You May Think You’re Immune to Cult Thinking, but We’re All Susceptible
Reducing our cult-think means living with ambiguity during tumultuous times. But it’s worth the effort if we put a high value on truth.
Reducing our cult-think means living with ambiguity during tumultuous times. But it’s worth the effort if we put a high value on truth.
Throughout human history we have faced many challenges, but the greatest danger of social disintegration was when lies and disinformation were accepted over the truth.
In other words, information becomes an asset in the service of economic growth—just like our very interactions with one another on social media have been turned into economic activity.
In addition to fostering communication and thinking skills, deliberation can lead to changes in how young people engage as learners and citizens.
We are ultimately telling children and teachers to slow down, to consume information more deliberately. Share more sparingly and stop and think before you do.
Welcome to the seductive, but regrettable world of unquestioned positive thinking, where faith healers, BS slingers, pseudoscientists, and get-rich-quick schemers all peddle the same basic message: think positively, and it’ll all work out.
The definition of freedom and liberty is always contested (at any given moment, people within a society disagree); always changing (over time, societies’ understandings will shift); and always conflicted (we struggle because there are no simple policies to maximize liberty).
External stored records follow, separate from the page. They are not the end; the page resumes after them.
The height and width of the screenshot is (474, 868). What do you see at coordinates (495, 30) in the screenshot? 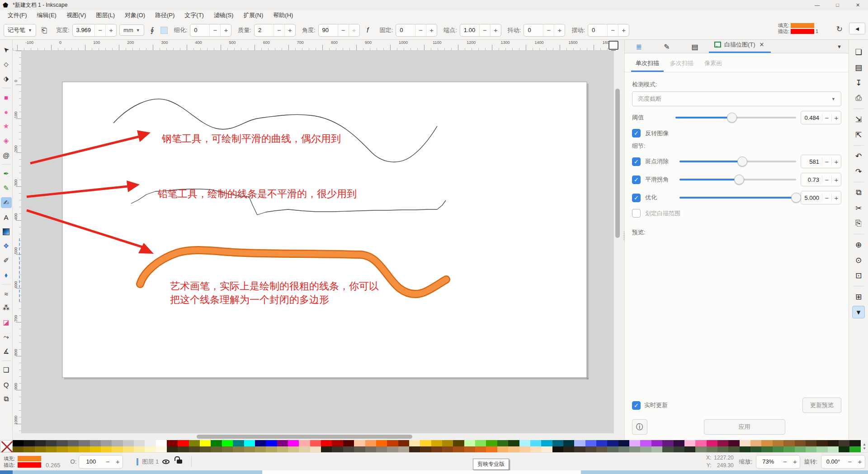
I see `caps-increase-button: +` at bounding box center [495, 30].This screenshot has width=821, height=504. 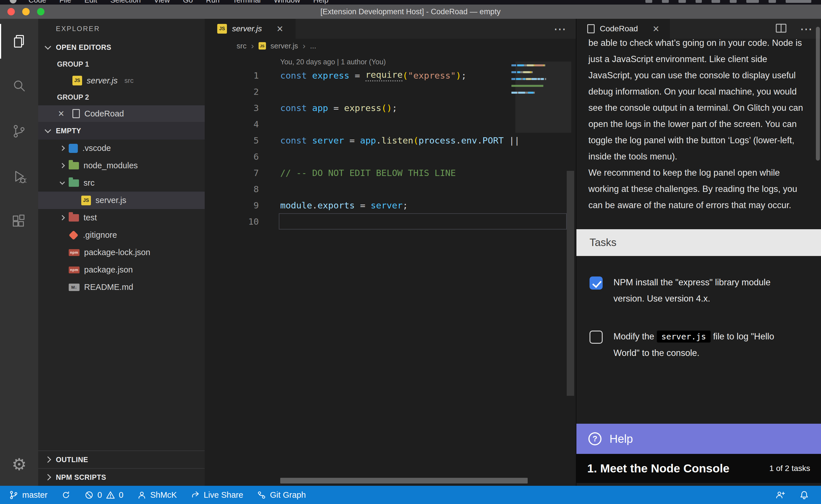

We are mutilating the wonder and curiosity inherent in us in order to mute the horror of participating in a culture that harms everything it touches. We are teaching our children exactly the opposite of what they need to learn.
The Pandemic Armchair Philosophy Blog welcomes the beginning of the end of the COVID-19 crisis, but a “return to normal” should refocus us on a long list of global climate emergencies, social injustices, and tottering democratic institutions.
Having a list of books that everyone more or less agrees that young people should read in school doesn’t just provide a common ground of ideas that fosters communication; it doesn’t just help budding readers find really good books to read; it also teaches them how to think.
In discussing climate change and all our other eco-social predicaments, how does one distinguish accurate information from statements intended to elicit either false hope or needless capitulation to immediate and utter doom? And, in cases where pessimistic outlooks do seem securely rooted in evidence, how does one psychologically come to terms with the information?
We need unapproved thoughts just now. The approved thoughts, the right answers, the canned responses and parroted arguments are the things that have landed us in our present predicament.